Alexander Heinrici (born 1945) continues to command a deep respect from artists and printers alike, largely due to the legacy of high-profile collaborations with the most notable 20th and 21st century artists like William de Kooning, Roy Lichtenstein, Damien Hirst, and of course, Andy Warhol. So lauded were Heinrici’s abilities, passed around through word of mouth at artist hangouts like Max’s Kansas City in Manhattan, that Warhol personally sought him out to print works that would eventually become his Mick Jagger and Ladies and Gentlemen series, among others. In 1972, Heinrici acquired Aetna Silkscreen Products, Inc., who Warhol previously engaged to print Marilyn Monroe, Flowers (1970), and Flash.
Alexander Heinrici was born in Vienna and attended the city’s die Graphische, a vocational college specializing in photography, graphic design, and print media. After graduation, he completed an apprenticeship in Zurich before heading back to Vienna to work for his grandfather’s printing equipment company. He opened his own studio twice: once in 1968, and after some desire to expand beyond the Viennese art scene, again in 1970, this time in New York. Heinrici’s earliest prints for Warhol date back to 1974, when he printed an atypically dark and color-inverted Campbell’s soup can for an art portfolio dedicated to art historian, Meyer Schapiro. In recent interviews, Heinrici has noted Warhol’s odd approach to silkscreened paintings. That is, Warhol preferred to apply a flat (i.e. glossless) paint after putting down a shiny enamel paint on canvases; this would result in small imperfections and bubbles. Despite his striving for machine-like precision, Warhol would tell Heinrici to intentionally make mistakes in his printing, so that prints would be more authentically Warhol.
Henrici continues to run his company, Fine Art Printing, Ltd., now based in Brooklyn, to this day. He has established working partnerships with a new generation of artists, notably Damien Hirst and Paul Stephenson.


◆ **Task description**
The answer is an exact copy of the lines from the one with "Identify the location of a: Longview." to the end of the listing below, pictures left out.

◆ **Provided records**
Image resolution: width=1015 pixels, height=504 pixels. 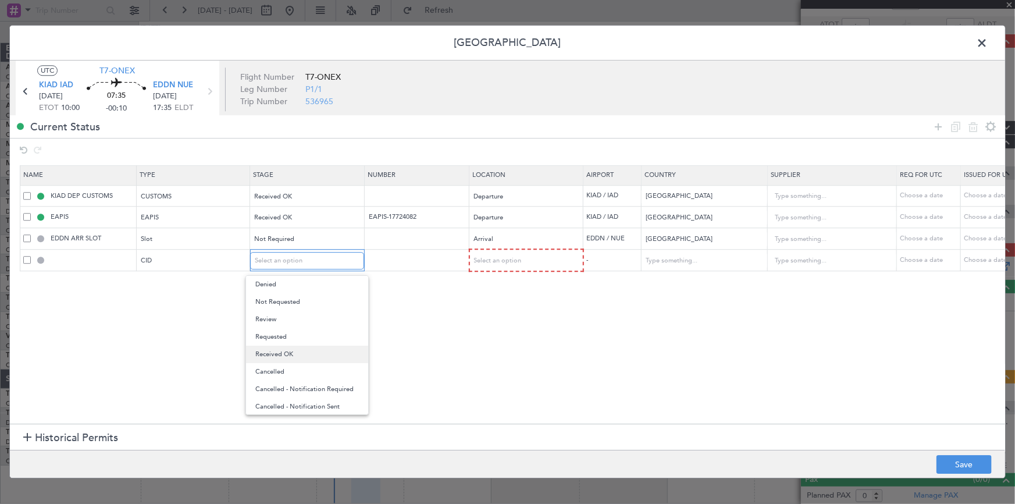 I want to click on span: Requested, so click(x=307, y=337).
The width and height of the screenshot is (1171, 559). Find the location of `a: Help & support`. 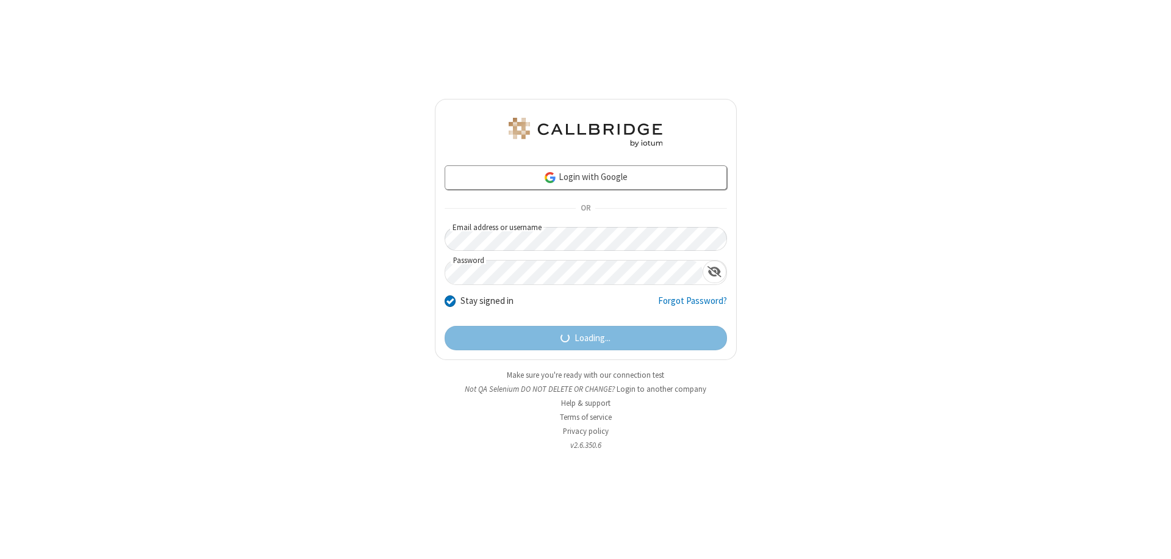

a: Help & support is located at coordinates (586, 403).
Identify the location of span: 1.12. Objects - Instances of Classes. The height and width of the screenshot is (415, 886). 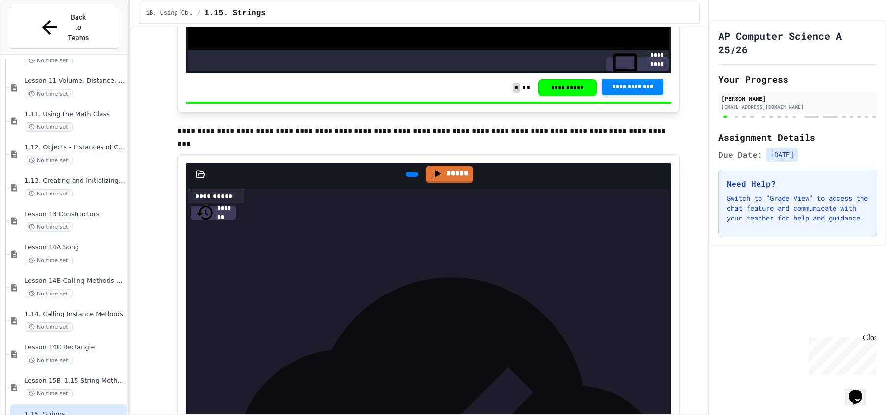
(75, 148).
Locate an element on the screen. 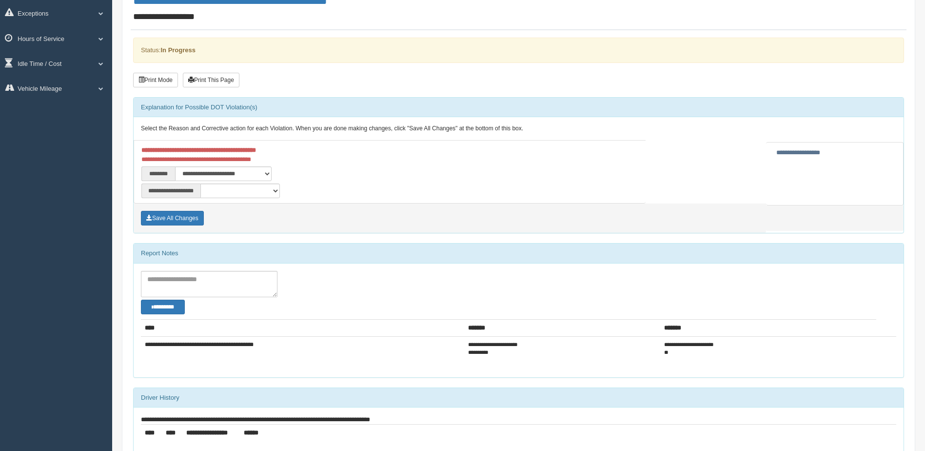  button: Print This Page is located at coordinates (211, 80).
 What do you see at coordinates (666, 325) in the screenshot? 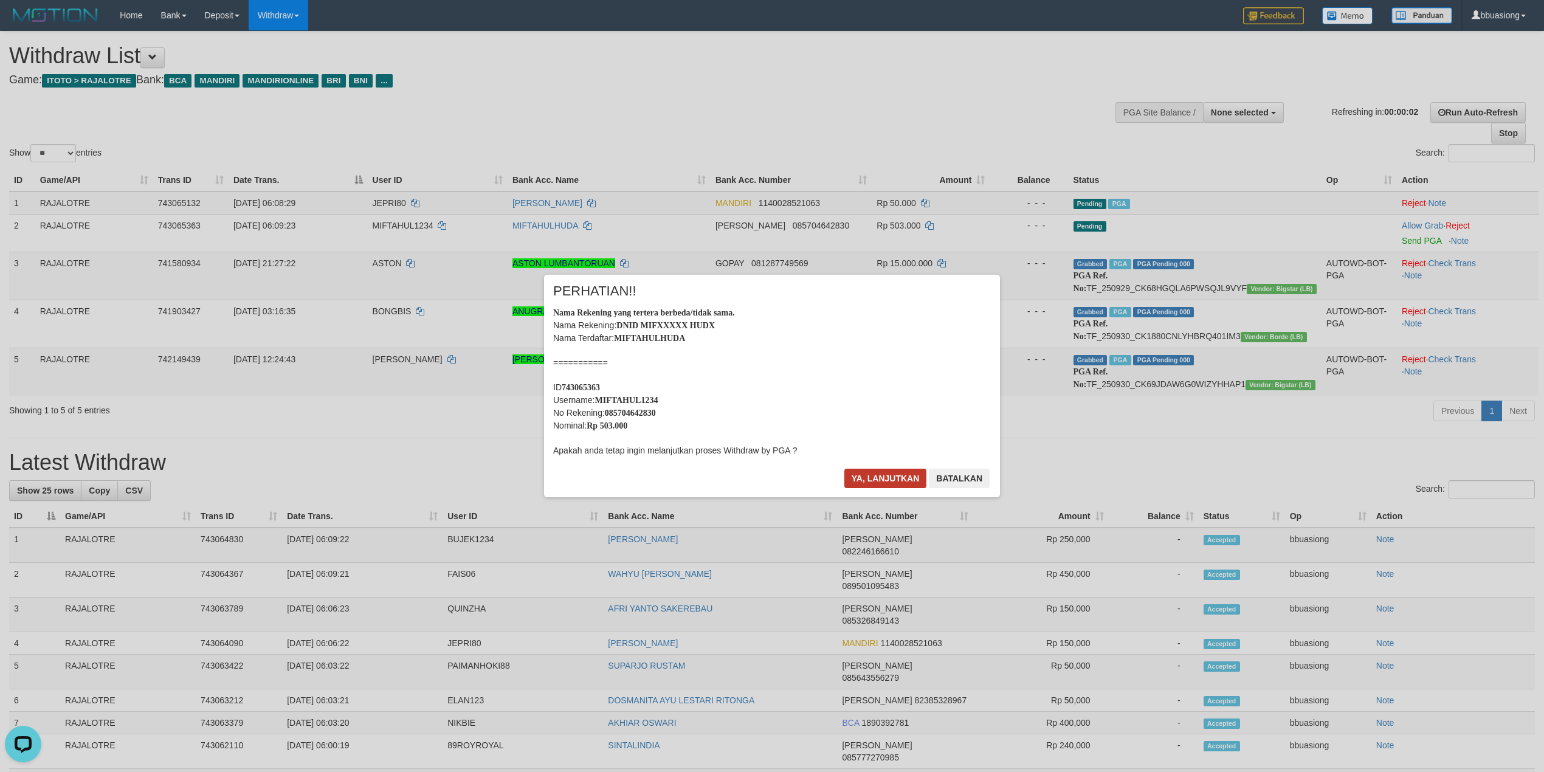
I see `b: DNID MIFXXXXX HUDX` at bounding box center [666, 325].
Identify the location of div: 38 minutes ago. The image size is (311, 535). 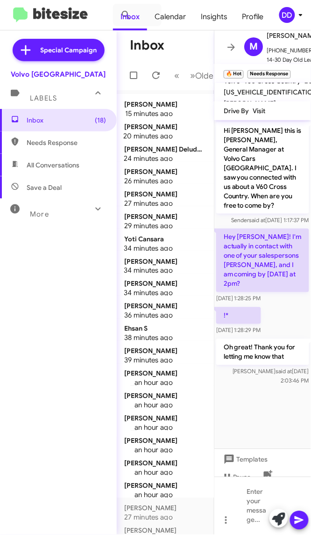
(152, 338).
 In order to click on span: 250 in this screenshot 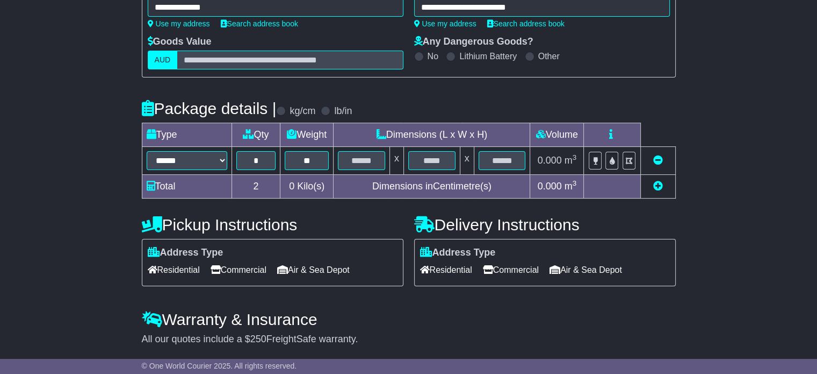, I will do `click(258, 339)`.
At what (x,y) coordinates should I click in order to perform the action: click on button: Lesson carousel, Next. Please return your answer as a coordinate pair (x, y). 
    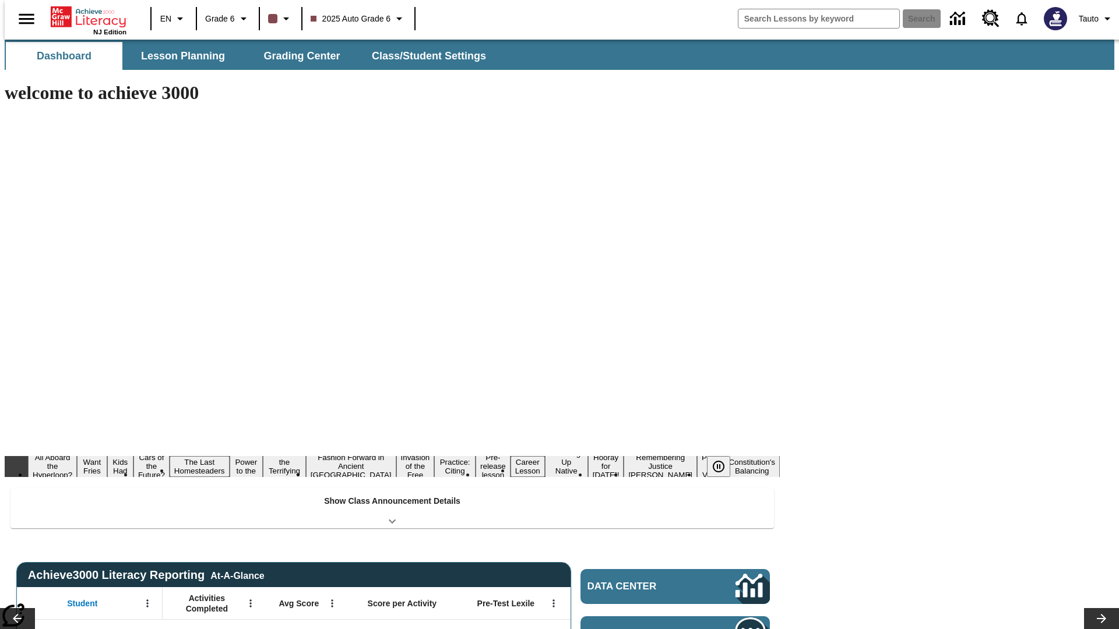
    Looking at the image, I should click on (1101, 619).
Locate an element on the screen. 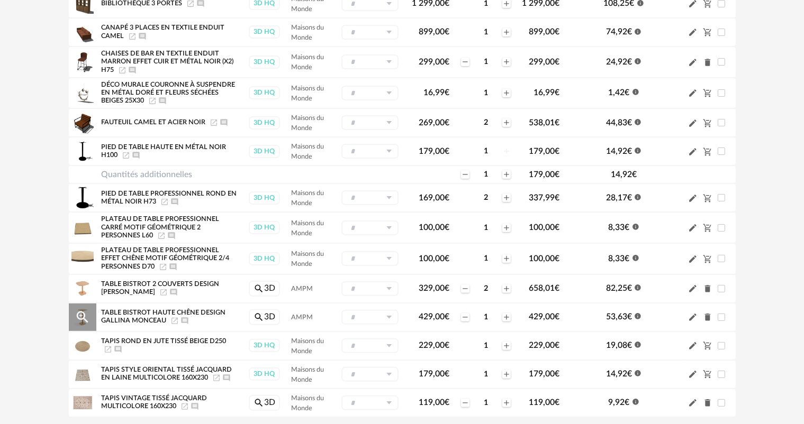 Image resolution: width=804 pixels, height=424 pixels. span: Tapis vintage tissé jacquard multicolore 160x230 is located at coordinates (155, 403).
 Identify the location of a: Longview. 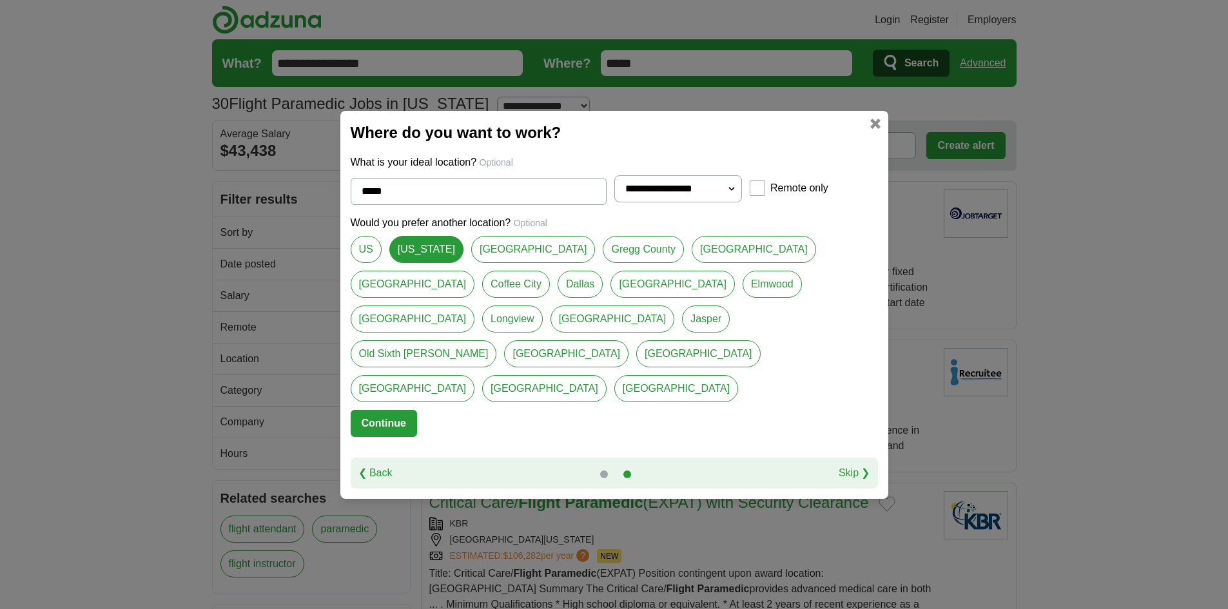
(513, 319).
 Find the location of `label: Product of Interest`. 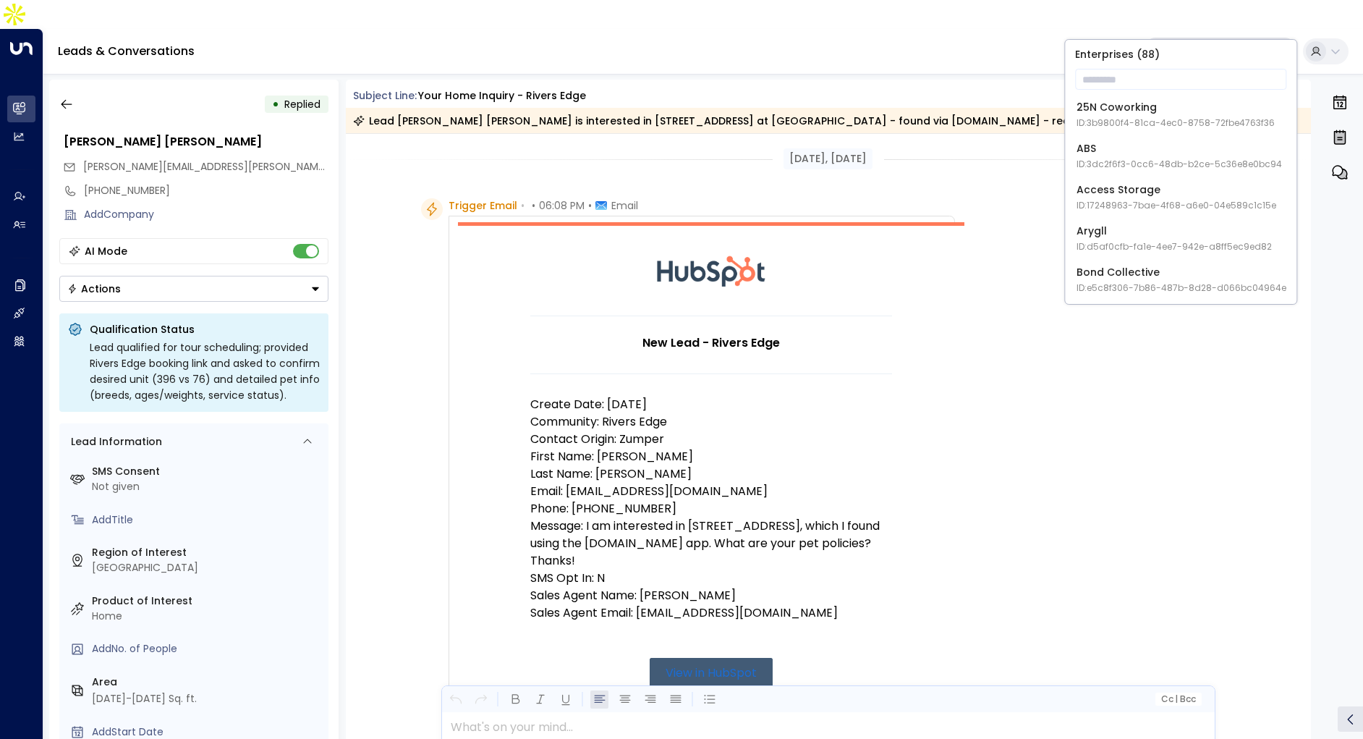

◆ **Response area**
 Identify the location of a: Longview. 
(513, 319).
 Find the location of `label: Product of Interest`. 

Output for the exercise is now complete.